Robert Blocker, the fourth and final provost candidate, met and talked with student senators and faculty members Friday afternoon to outline his candidacy. As the current Dean of Music at Yale University, Blocker introduced himself to students, and later faculty members, as a man full of experience and no stranger to life in Texas.
“This is an opportunity for me to be involved in a broader prospective and come back to my Texas roots,” he said.
One theme throughout Blocker’s presentations was his sense of what makes a great university great.
“I find it disconcerting when institutions try to define themselves in the eyes of others,” Blocker said. “Those that distinguish themselves do not compete, but find who they are and what they do best. There is one Yale and there doesn’t need to be another one.”
In keeping with his theme, Blocker assessed three areas at SMU in need of improvement: GEC requirements, honors courses and the library.
He stressed the importance of students to experience some type of transformative performance, one that changes them, so they are never the same.
“Great undergraduate departments connect learning and research,” Blocker said.
In addition, a distinguished honors program needs to be developed, one that brings prestige to the program by creating a stronger community among honor students and offering more diverse classes for those students, he said.
At the faculty meeting, Blocker addressed the library in more detail along with faculty tenure and budgeting.
He emphasized the importance of having a distinguished library, commenting on the potentials a presidential library could bring to SMU.
The presidential library would increase recruitment, funding and draw positive attention to the university.
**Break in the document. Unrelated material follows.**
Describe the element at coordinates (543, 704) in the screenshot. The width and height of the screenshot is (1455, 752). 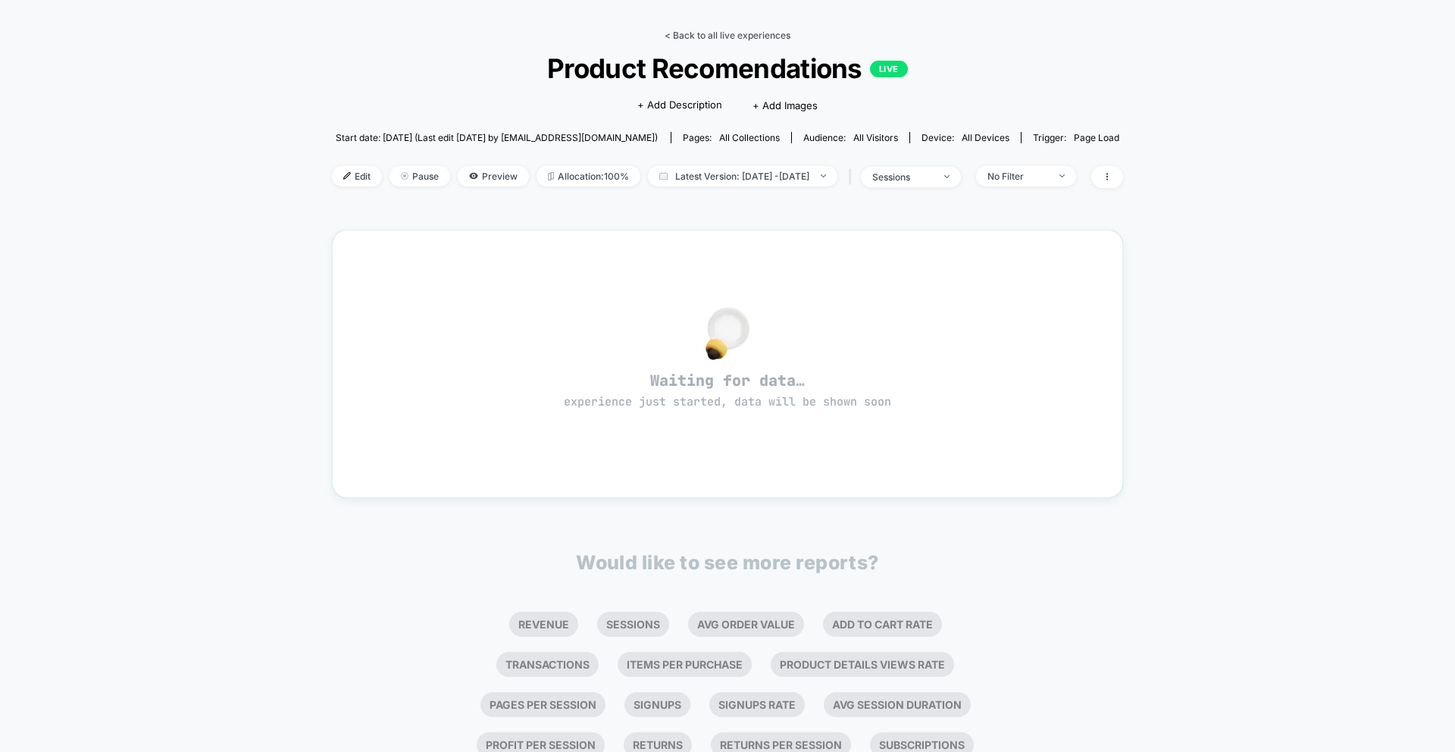
I see `li: Pages Per Session` at that location.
He later mentioned the best ways to prepare for the many risks involved in obtaining such a gift.
But not before alluding to one familiar “gift giving incident” of SMU’s past, which at that time created a large fall out, damaging the university’s reputation.
“This is where prior interaction and planning become essential,” Blocker said.
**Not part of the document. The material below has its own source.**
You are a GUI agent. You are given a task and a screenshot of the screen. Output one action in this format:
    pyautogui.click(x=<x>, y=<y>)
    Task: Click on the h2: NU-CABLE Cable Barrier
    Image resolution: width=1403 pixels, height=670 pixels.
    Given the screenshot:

Drawing from his childhood, Blocker named the library as a place of eminent resource for students, stating it as a place all universities should develop to its potential.
“I don’t think an institution can carry on without it,” he said.
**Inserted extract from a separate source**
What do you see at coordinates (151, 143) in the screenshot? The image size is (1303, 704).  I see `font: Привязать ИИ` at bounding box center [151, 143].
On his next point, Blocker outlined how to support faculty and “engage in a rigorous, yet caring tenure.”
There must be a balance for faculty, he said, in order to hire the most qualified people and pay them the best. If there is not a balance, students become reliant on teaching assistants and this “devalues education,” Blocker said.
“You have to make the numbers meet so students aren’t cut short of their education and faculty members aren’t overworked and underpaid,” he said.
Faculty then asked Blocker for his hypothetical response regarding who should have the power to budget for educational purposes.
“I believe if the provost is head of education on campus, he/she should be given the budget to allocate it throughout the university,” Blocker said.
When asked, he provided an off-hand solution for raising graduate students’ stipends. A committee should be created to look for packaging that meets needs, he said. He then stressed the importance and effectiveness of faculty presenting program ideas to donors, basing his answer of past experiences.
Blocker finished his undergraduate studies at Furman University and earned his graduate degrees the University of North Texas. He was a fellow at the Institute for Educational Management at Harvard in 1986 and a recipient of three honorary degrees.
Now that the provost candidates have concluded their visits, provost search committee chair Hal Williams expects the committee to reach a recommendation for President Turner tonight. Williams has been collecting and organizing feedback about each candidate’s visit to the university via phone calls, e-mails, questionnaires and other forms of communication. He will present the feedback before the committee tonight during its discussion of each candidate. The committee is looking for a candidate with the following three qualities as the committee chair stated:
“We are looking for the best person who can work with President Turner and the Board of Trustees to take this university to the next level; who can bring together faculty, students and administrators to create a vision for the institution and to fulfill it; and who will bring everyone into a conversation about what we are and what we can be.”
The committee’s recommendation to President Turner will not be disclosed to the public. When President Turner reaches a decision the public will be notified, which could take several weeks.